Abstract
Background: Relapse of disease remains a frequent cause of mortality after allogeneic hematopoietic stem cell transplantation (HSCT). For patients with imminent relapse, therapeutic donor lymphocyte infusions (DLI) offer a treatment option for re-induction of complete remission of the underlying disease by employing the graft-versus-leukemia (GvL) effect. Moreover, DLI is used pre-emptively to prevent relapse in patients with high risk disease. DLI is given in increasing doses, adapted to clinical signs of graft-versus-host disease (GvHD) or molecular markers of disease, i.e. donor chimerism or minimal residual disease. There is a need for reliable monitoring of the immunologic response preceding the clinical outcome, enabling a precise administration of DLI dose escalation and thus possibly preventing overshooting immune reactions. With the advent of deep sequencing technology direct measure of high resolution T cell receptor (TCR) diversity can be used as a read-out of the immunologic response in the patient at the molecular level.
Aims: In this study we aim to elucidate whether TCR-diversity can serve as a biomarker for clinical outcome of DLI treatment.
Patients and Methods: We assessed 19 patients, who received DLI after HSCT. Therapeutic DLI was given in 14 patients and prophylactic DLI in 5 patients. The majority of patients (n=14) was treated for AML or MDS, 2 for ALL, and 3 for MPN. Peripheral blood samples for TCR-sequencing were obtained from the patient pre-DLI, at 2 and 4 weeks post DLI, and subsequently when available. Also, donor samples were collected. Donor's and patient's lymphocytes were FACS-sorted into CD8+ and CD4+ conventional (Tconv) and CD4+CD127-CD25+ regulatory T cells (Treg). Sorted subpopulations were subject to cDNA-based CDR3-region amplification by RACE-PCR allowing assessment of the entire TCR-β repertoire.
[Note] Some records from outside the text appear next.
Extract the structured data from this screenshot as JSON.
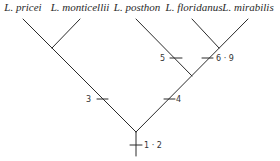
{
  "taxa": [
    {
      "name": "L. pricei",
      "x": 23
    },
    {
      "name": "L. monticellii",
      "x": 80
    },
    {
      "name": "L. posthon",
      "x": 136
    },
    {
      "name": "L. floridanus",
      "x": 192
    },
    {
      "name": "L. mirabilis",
      "x": 249
    }
  ],
  "character_marks": [
    {
      "label": "5",
      "side": "left"
    },
    {
      "label": "6 · 9",
      "side": "right"
    },
    {
      "label": "3",
      "side": "left"
    },
    {
      "label": "4",
      "side": "right"
    },
    {
      "label": "1 · 2",
      "side": "right"
    }
  ],
  "colors": {
    "line": "#2b2b2b",
    "background": "#ffffff"
  }
}
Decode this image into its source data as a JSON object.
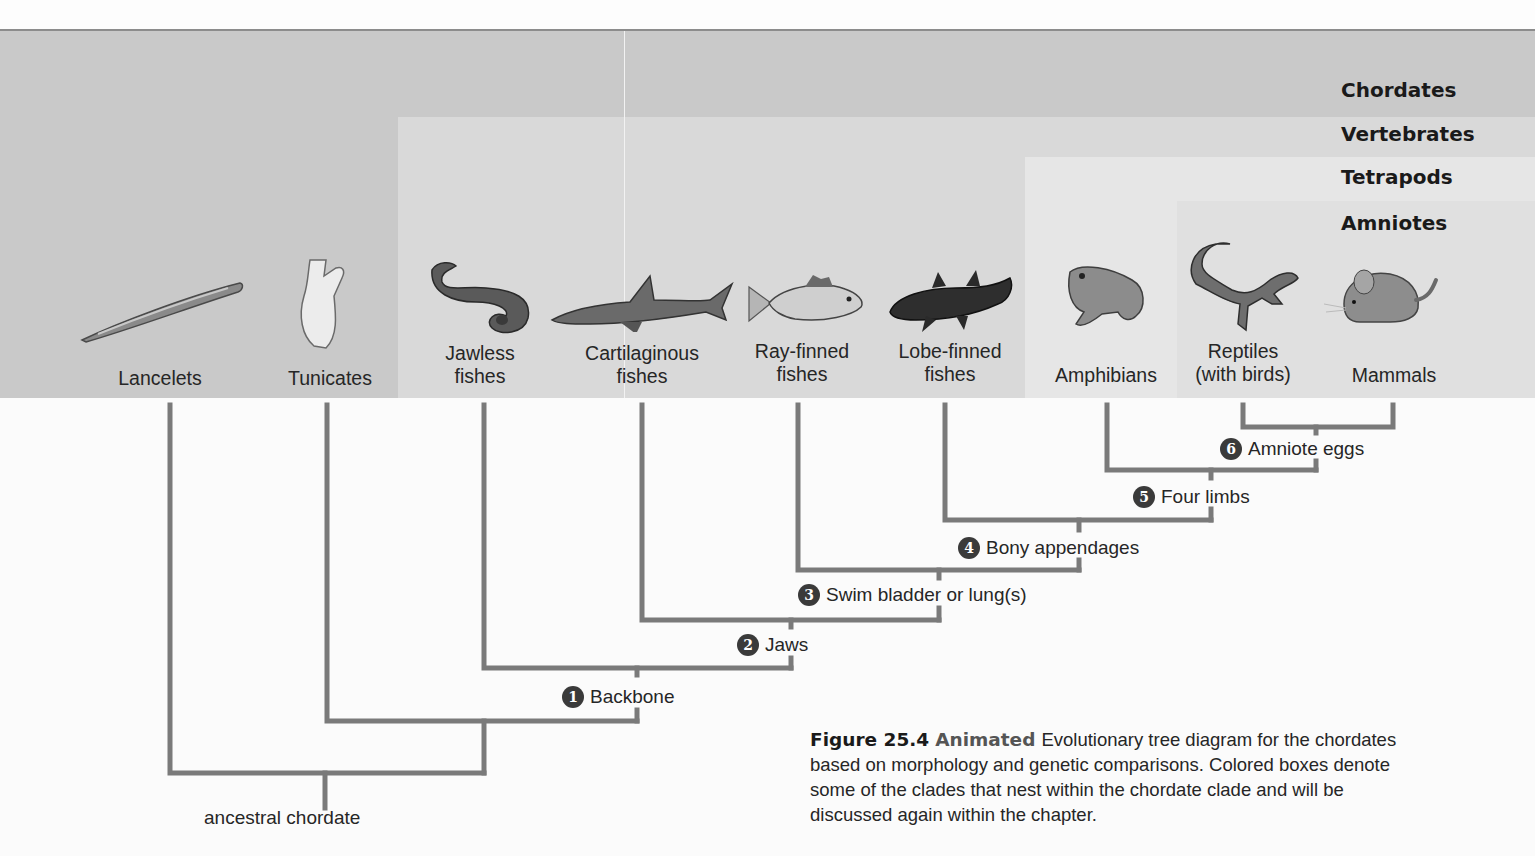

Reliable generation of CDR3 amplicons was possible from as few as 4000 cells. These were then sequenced using the Illumina MiSeq platform. Reads were annotated by the IMGT.org database; further bioinformatics analyses included VDJtools and the tcR R-package.
Results: GvL response (remission or stable disease) could be achieved in 14/19 patients; 8 of these patients developed acute GvHD ≥III°. Flow cytometric analysis showed that the ratio between CD8+ and CD4+ Tconv in the DLI is predictive of response to DLI: DLIs containing a majority of CD4+ Tconv were associated with development of GvHD (n=8, CD8:CD4 = 35.3%:54.9%) , whereas patients responding to DLI with GvL only had received a higher proportion of CD8+ T cells (n=6, CD8:CD4 = 59.1%:29.5%); comparison of ratios met statistical significance (Mann Whitney test, p=0.0027).
TCR sequencing revealed that the diversity of the TCR-repertoire seems to be predictive of the clinical course of the patient after DLI. GvHD development within 2 weeks of blood sampling time (n=4) was preceded by an increase of Treg repertoire diversity (assessed with inverse Simpson's diversity index, 1/Ds). Compared to the pre-DLI repertoire 1/Ds, mean increase was 143.67% vs. a 36.04% decrease in patients not developing GvHD (n=7; Mann Whitney test, p=0.02). Steroid treatment of GvHD (n=2) led to a mean decrease of 49.71% of Treg TCR 1/Ds compared to the previous time point. Analysis of GvL response revealed an association of remission induction with a trend towards decreased 1/Ds of the CD8+ TCR-repertoire (mean decrease of 27.66% at d28 after DLI compared to pre-DLI vs. 0.31% decrease in patients showing no GvL effect). Assessment of TCR CDR3 region clonotype expansion over time is shown for a patient responding with GvHD (Fig. 1A) and GvL (Fig. 1C) to DLI and a patient progressing without response to DLI (no GvHD Fig. 1B, no GvL Fig. 1D).
Conclusion: Our data indicate that TCR sequencing allows the assessment of TCR-diversity change as a surrogate parameter of DLI response. While an increase of Treg diversity seems to indicate the development of GvHD, repertoire compression of the CD8 compartment may be predictive of GvL response. Taken together, monitoring TCR repertoires may become a valuable predictive tool to improve DLI therapy and furthermore, analysis of expanding clonotypes after DLI enables identification of individual CDR3 sequences associated with DLI response.
Heuser:Pfizer: Research Funding; Novartis: Consultancy, Research Funding; BerGenBio: Research Funding; Karyopharm Therapeutics Inc: Research Funding; Tetralogic: Research Funding; Celgene: Honoraria; Bayer Pharma AG: Research Funding.
Author notes
Asterisk with author names denotes non-ASH members.